The lack of security camera footage from the 36th Street subway station has become a significant obstacle in efforts to detain the gunman in the recent attack, putting the Metropolitan Transportation Authority’s surveillance system under renewed scrutiny.
Mayor Eric Adams said a “malfunction” was the reason that at least one camera at the station failed to capture anything. M.T.A. officials claimed that no more than 1 percent of the subway system’s cameras are out of service at any given time.
One senior law enforcement official said that it appeared none of the station’s cameras were in full operation at the time of the shooting. It is unclear exactly how many cameras were at the station. The official requested anonymity because it is an ongoing case.
Cameras are checked “regularly,” Tim Minton, an M.T.A. spokesman, said. He could not say how often. When the agency announced in September that it had finished installing security cameras in every one of the city’s 472 subway stations, officials touted them as a safety benefit. The M.T.A. has nearly 10,000 cameras in its system, Janno Lieber, chief executive officer of the agency, said.
But problems with the cameras date back years. In 2010, M.T.A. officials said nearly half of the system’s cameras at the time did not work, either because of software or construction problems. And in 2018, an audit by the state comptroller’s office found routine problems with camera maintenance in the subway system. For instance, auditors reviewed all 223 cameras at 10 subway stations between January 2014 through September 2016 and found that about 31 percent of 4,219 planned checks weren’t done.
The audit also found that 26 percent of 9,223 calls to the M.T.A. ‘s Electronic Maintenance Division for problems with cameras and recording devices during the same period took longer than a three-day target to be addressed. A follow-up report in 2019 concluded that the agency had “made progress” by following some of the audit’s recommendations.
“If you are a criminal who preys on those who use our system, you will have your image captured and be put on the express track to justice,” the agency’s chief safety and security officer, Patrick Warren, said in September.
Surveillance of New Yorkers has drawn criticism from civil liberties advocates who have said that security cameras do not necessarily prevent crime. They have also criticized the N.Y.P.D.’s use of them to monitor homeless people at subway stations and warned against potentially discriminatory use of their footage.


WHAT TO DO:
Make an exact copy of all the records.

RECORDED INFORMATION:
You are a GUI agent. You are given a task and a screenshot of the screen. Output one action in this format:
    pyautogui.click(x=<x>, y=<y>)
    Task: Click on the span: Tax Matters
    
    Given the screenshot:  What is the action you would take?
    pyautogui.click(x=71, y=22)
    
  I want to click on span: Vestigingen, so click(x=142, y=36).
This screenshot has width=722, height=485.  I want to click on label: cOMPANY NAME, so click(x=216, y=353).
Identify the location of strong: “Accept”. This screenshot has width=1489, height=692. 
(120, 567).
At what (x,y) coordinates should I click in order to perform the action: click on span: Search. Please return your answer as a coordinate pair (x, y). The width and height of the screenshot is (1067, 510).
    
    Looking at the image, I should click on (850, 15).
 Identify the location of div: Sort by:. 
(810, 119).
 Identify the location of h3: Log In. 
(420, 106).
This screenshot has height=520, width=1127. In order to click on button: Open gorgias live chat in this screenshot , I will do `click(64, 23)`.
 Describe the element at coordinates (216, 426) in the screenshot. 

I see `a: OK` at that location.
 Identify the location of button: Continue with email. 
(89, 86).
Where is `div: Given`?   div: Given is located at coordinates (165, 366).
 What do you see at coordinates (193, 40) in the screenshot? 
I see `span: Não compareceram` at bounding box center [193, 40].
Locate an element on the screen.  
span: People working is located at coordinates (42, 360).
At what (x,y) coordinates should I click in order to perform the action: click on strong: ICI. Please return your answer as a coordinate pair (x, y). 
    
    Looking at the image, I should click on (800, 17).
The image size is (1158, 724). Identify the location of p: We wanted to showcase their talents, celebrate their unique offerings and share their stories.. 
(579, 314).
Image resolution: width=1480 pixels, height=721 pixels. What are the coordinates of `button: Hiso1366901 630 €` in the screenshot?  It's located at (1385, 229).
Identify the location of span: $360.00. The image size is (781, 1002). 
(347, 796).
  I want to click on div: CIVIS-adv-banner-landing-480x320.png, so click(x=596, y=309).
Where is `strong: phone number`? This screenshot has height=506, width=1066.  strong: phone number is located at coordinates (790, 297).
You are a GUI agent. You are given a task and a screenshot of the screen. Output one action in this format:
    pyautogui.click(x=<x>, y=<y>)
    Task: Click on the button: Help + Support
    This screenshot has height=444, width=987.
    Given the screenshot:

YOUR RESPONSE:
You are a GUI agent. You are given a task and a screenshot of the screen. Output one action in this format:
    pyautogui.click(x=<x>, y=<y>)
    Task: Click on the span: Tax Matters
    
    Given the screenshot:  What is the action you would take?
    pyautogui.click(x=71, y=22)
    
  I want to click on span: Vestigingen, so click(x=142, y=36).
This screenshot has width=722, height=485.  I want to click on label: cOMPANY NAME, so click(x=216, y=353).
Identify the location of strong: “Accept”. This screenshot has width=1489, height=692. 
(120, 567).
At what (x,y) coordinates should I click in order to perform the action: click on span: Search. Please return your answer as a coordinate pair (x, y). The width and height of the screenshot is (1067, 510).
    
    Looking at the image, I should click on (850, 15).
 Identify the location of div: Sort by:. 
(810, 119).
 Identify the location of h3: Log In. 
(420, 106).
This screenshot has height=520, width=1127. In order to click on button: Open gorgias live chat in this screenshot , I will do `click(64, 23)`.
 Describe the element at coordinates (216, 426) in the screenshot. 

I see `a: OK` at that location.
 Identify the location of button: Continue with email. 
(89, 86).
Where is `div: Given`?   div: Given is located at coordinates (165, 366).
 What do you see at coordinates (193, 40) in the screenshot? 
I see `span: Não compareceram` at bounding box center [193, 40].
Locate an element on the screen.  
span: People working is located at coordinates (42, 360).
At what (x,y) coordinates should I click in order to perform the action: click on strong: ICI. Please return your answer as a coordinate pair (x, y). 
    
    Looking at the image, I should click on (800, 17).
The image size is (1158, 724). Identify the location of p: We wanted to showcase their talents, celebrate their unique offerings and share their stories.. 
(579, 314).
Image resolution: width=1480 pixels, height=721 pixels. What are the coordinates of `button: Hiso1366901 630 €` in the screenshot?  It's located at (1385, 229).
Identify the location of span: $360.00. The image size is (781, 1002). 
(347, 796).
  I want to click on div: CIVIS-adv-banner-landing-480x320.png, so click(x=596, y=309).
Where is `strong: phone number`? This screenshot has height=506, width=1066.  strong: phone number is located at coordinates (790, 297).
You are a GUI agent. You are given a task and a screenshot of the screen. Output one action in this format:
    pyautogui.click(x=<x>, y=<y>)
    Task: Click on the button: Help + Support
    This screenshot has height=444, width=987.
    Given the screenshot:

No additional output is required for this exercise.